Through a combination of techniques, we are able to obtain password hashes of various values. Frequently these are cached values. If you've ever logged into a windows workstation on a domain, your password is stored in a cached hash format on the system and that's what we consider a high value find, because we can run those through crackers very quickly to determine the result. Frankly, the first password you supplied is reasonably strong and would take a few days to crack if your attacker/tester was relatively skilled, the second would be picked up in the first pass after only about 10 minutes of a decent cracking system.
Changing passwords is an important part of keeping these caches from persisting in the long term.

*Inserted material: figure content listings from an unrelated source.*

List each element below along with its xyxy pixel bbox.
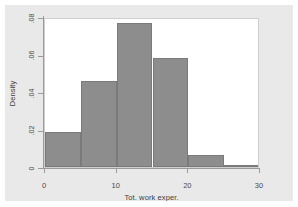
y-tick-label-text: .06 bbox=[28, 51, 35, 61]
histogram-figure: Density .08.06.04.020 0102030 Tot. work … bbox=[0, 0, 298, 207]
figure-margin-left bbox=[0, 0, 5, 207]
y-tick-label: 0 bbox=[26, 163, 38, 173]
y-tick-label: .02 bbox=[26, 126, 38, 136]
histogram-bar bbox=[81, 81, 117, 167]
figure-margin-right bbox=[293, 0, 298, 207]
x-tick-mark bbox=[187, 169, 188, 173]
histogram-bar bbox=[224, 165, 259, 167]
y-axis-title: Density bbox=[6, 0, 20, 186]
x-tick-mark bbox=[116, 169, 117, 173]
y-tick-label: .06 bbox=[26, 51, 38, 61]
histogram-bar bbox=[153, 58, 189, 167]
histogram-bar bbox=[117, 23, 153, 167]
y-tick-label: .08 bbox=[26, 13, 38, 23]
y-tick-label: .04 bbox=[26, 88, 38, 98]
histogram-bar bbox=[188, 155, 224, 167]
y-tick-label-text: .04 bbox=[28, 88, 35, 98]
histogram-bar bbox=[45, 132, 81, 167]
y-tick-label-text: 0 bbox=[29, 166, 36, 170]
x-axis-line bbox=[43, 168, 260, 169]
x-axis-title-label: Tot. work exper. bbox=[124, 193, 178, 202]
x-axis-title: Tot. work exper. bbox=[44, 186, 259, 204]
y-axis-title-label: Density bbox=[9, 80, 18, 106]
plot-region bbox=[44, 18, 259, 168]
y-tick-label-text: .08 bbox=[28, 13, 35, 23]
x-tick-mark bbox=[259, 169, 260, 173]
x-tick-mark bbox=[44, 169, 45, 173]
y-tick-label-text: .02 bbox=[28, 126, 35, 136]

I can often tell how often password changes are forced, by looking at the number of valid cached credentials we obtain on the first batch of penetrated systems. Shops that require frequent password changes mean that 60-80% of our cracked cached credentials are going to be invalid (but we will see if there is an obvious pattern, like incrementing the digits by 1). Often we only get one set of valid credentials per machine, and it's for the user of that machine, which is almost inconsequential, since we could impersonate him anyway with the domain security tokens. But in a place with no password changes, or those that happen less than every 3 months or so, the value of those cracked credentials increases greatly.
Since security is a game of layering protections, it seems a rational thing to do. I recommend 60 days, rather than 30 days, however, just simply for the convenience.
The problem of seccurity starts with CPUs, goes through the operating system and programming languages, and ends up to the communication standards.
The problem with CPUs is their horrible security model: it is either user or kernel mode for an application, there is no other security mode. This means that once an app is compromised, and foreign code is executed, all sorts of nasty things can be done. A more finegrained CPU security model would offer much better security, allowing software components withihin the same process space to coexist without affecting each other.
The problem with operating systems is that their security model is based, again, on the guest/administrator model, i.e. it is actually the same security model as the one used by the CPUs. A better security model would allow software that communicates with the outside world to run with less privileges than the user, thus saving the user from being compromized when malicious code. Furthermore, operating systems resources are not virtualized for the user, requiring access to administrator rights for jobs that could not require such rights.
The problem with programming languages is that the most used programming languages for system programming are too open for abuse. I am talking about C/C++, of course. Take Windows, for example: hundreds of buffer overflows bugs, because C does not do bounds checking on arrays. If C was designed with safety first, performance second, and made checked array access the default, and unchecked array access explicit, less security issue would exist.
Finally, communications over networks should have been encrypted by default, and only revert to unencrypted when it did not hurt to do so. The encryption support cost would have been minimal by now, as with all technologies that start expensive and get cheap as they are massively produced.